Sam took a moment to appreciate his quick intelligence, remembering how attractive she had found that the first time she met him. “Both,” she confessed.
He glanced at her, and even though her eyes were on the road, she felt the heat of his gaze. “I work. A lot.”
“And when you’re not working?”
“I sleep.”
“No one—not even me—is that boring.”
He flashed her a funny, crooked grin that she caught out of the corner of her eye. “I try to get to the gym a couple of times a week.”
Judging from the ripped physique she had been pressed against the night before, he put those gym visits to good use. “And? No wives, girlfriends, social life?”
“No wife, no girlfriend. I play basketball with some guys on Sundays whenever I can. Sometimes we go out for beers afterward. Last summer, I played in the congressional softball league, but I missed more games than I made. Oh, and every other month or so, I have dinner with my father’s family in Baltimore. That’s about it.”
“Why haven’t you ever gotten married?”
“I don’t know. Just never happened.”
“Surely there had to have been someone you might’ve married.”
“There was this one girl…”
“What happened?”
“She never returned my calls.”
Shocked and speechless, Sam stared at him.
“You asked.”
Tearing her eyes off him, she accelerated through the last intersection before the turn for the public safety parking lot. “Don’t say that to me,” she snapped. “You don’t mean that.”
“Yes, I do.”
She pulled into a space and slammed the car into park.

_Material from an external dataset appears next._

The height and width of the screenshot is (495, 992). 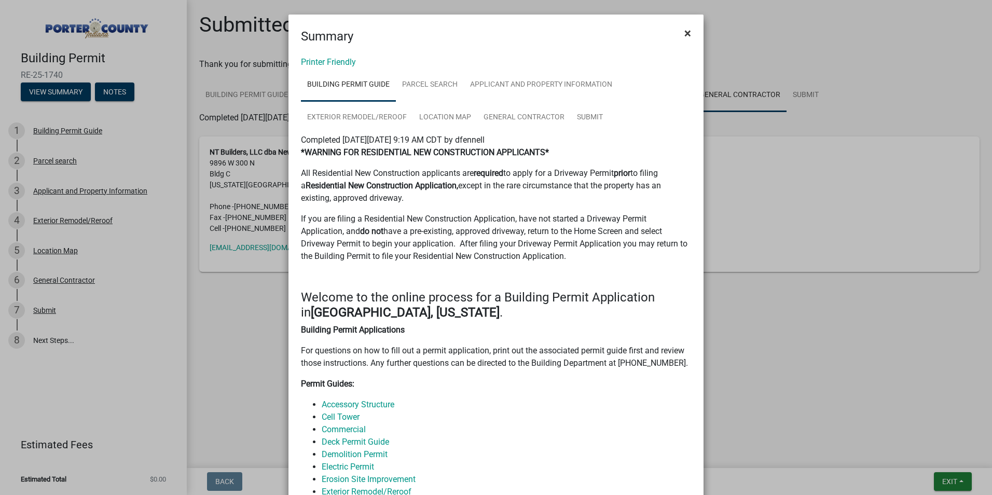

He grabbed her arm to stop her from getting out. “Calm down, Sam.”
“Don’t tell me what to do.” She tugged her arm free of his grasp. “And save your cheesy lines for someone who’s buying. I don’t believe you anyway.”
“If you didn’t, you wouldn’t be so pissed right now.”
“Do you want to know what happened to your friend?”
With one blink, his hazel eyes shifted from amused to furious. “Of course I do.”
“Then you have to stop doing this to me, Nick. You’re winding me up in knots and pulling my eye off the ball. I need to be focused, one hundred percent focused on this case, and not on you!”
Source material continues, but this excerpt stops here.